Like Trying to Take Pee Out of a Swimming Pool …
When the transparency group Wikileaks was censored in China last year, no one was too surprised. After all, the Chinese government also censors the Paris-based Reporters Sans Frontieres and New York-based Human Rights Watch. And when Wikileaks published the secret censorship lists of Thailand’s military junta, no one was too surprised when people in that country had to go to extra lengths to read the site. But on Friday … in the home of the free and the land of the brave, and a constitution which states ‘Congress shall make no law … abridging the freedom of speech, or of the press,’ the Wikileaks.org press was shut down.”
Talk about slamming the barn door shut on a long-ago departed horse.
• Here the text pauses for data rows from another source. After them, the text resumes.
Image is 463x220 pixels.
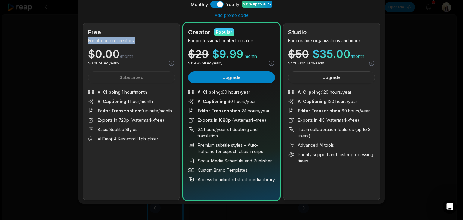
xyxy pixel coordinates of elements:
div: $ 50 [288,49,309,59]
span: 120 hours/year [298,89,352,95]
span: AI Captioning : [298,99,328,104]
li: Priority support and faster processing times [288,151,375,164]
iframe: Intercom live chat [443,200,457,214]
span: AI Captioning : [98,99,128,104]
button: Upgrade [288,72,375,84]
span: /month [243,53,257,59]
span: /month [120,53,133,59]
div: Save up to 40% [243,2,272,7]
li: AI Emoji & Keyword Highlighter [88,136,175,142]
li: Premium subtitle styles + Auto-Reframe for aspect ratios in clips [188,142,275,155]
h2: Free [88,28,101,37]
h2: Creator [188,28,211,37]
div: $ 29 [188,49,209,59]
span: /month [351,53,364,59]
span: 60 hours/year [198,89,250,95]
span: $ 0.00 [88,49,120,59]
li: Basic Subtitle Styles [88,126,175,133]
span: AI Clipping : [298,90,322,95]
span: Yearly [226,1,240,8]
li: Custom Brand Templates [188,167,275,173]
li: Team collaboration features (up to 3 users) [288,126,375,139]
div: Popular [216,29,233,35]
li: Exports in 1080p (watermark-free) [188,117,275,123]
li: Social Media Schedule and Publisher [188,158,275,164]
li: 24 hours/year of dubbing and translation [188,126,275,139]
h2: Studio [288,28,307,37]
li: Exports in 720p (watermark-free) [88,117,175,123]
p: $ 119.88 billed yearly [188,61,223,66]
span: 0 minute/month [98,108,172,114]
button: Upgrade [188,72,275,84]
span: 1 hour/month [98,89,147,95]
span: 60 hours/year [298,108,370,114]
p: $ 0.00 billed yearly [88,61,119,66]
p: $ 420.00 billed yearly [288,61,324,66]
span: AI Clipping : [198,90,222,95]
span: Editor Transcription : [198,108,242,113]
span: AI Clipping : [98,90,122,95]
p: For all content creators [88,37,175,44]
span: 24 hours/year [198,108,270,114]
li: Advanced AI tools [288,142,375,148]
span: 60 hours/year [198,98,256,105]
span: $ 35.00 [313,49,351,59]
li: Access to unlimited stock media library [188,177,275,183]
p: For professional content creators [188,37,275,44]
span: Monthly [191,1,208,8]
span: $ 9.99 [212,49,243,59]
p: For creative organizations and more [288,37,375,44]
span: AI Captioning : [198,99,228,104]
span: Editor Transcription : [298,108,342,113]
span: Editor Transcription : [98,108,142,113]
span: 1 hour/month [98,98,153,105]
li: Exports in 4K (watermark-free) [288,117,375,123]
span: 120 hours/year [298,98,358,105]
div: Add promo code [83,13,380,18]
A U.S. district court in Northern California has ordered whistle-blower site Wikileaks.org shut down after Switzerland’s Bank Julius Baer complained that the site had posted bank documents that allegedly link it to money laundering and tax-evasion schemes in the Cayman Islands.
The court ordered Wikileaks’ Web host, Dynadot, to “immediately clear and remove all DNS hosting records for the wikileaks.org domain name and prevent the domain name from resolving to the wikileaks.org Web site or any other Web site or server other than a blank park page.”
Dynadot was quick to oblige, not that it mattered much. Wikileaks remains available from a number of so-called cover names and its content has already been widely mirrored and torrented. As “NewsRadio” ’s Joe Rogan once said, “Dude, you can’t take something off the Internet. … That’s like trying to take pee out of a swimming pool.”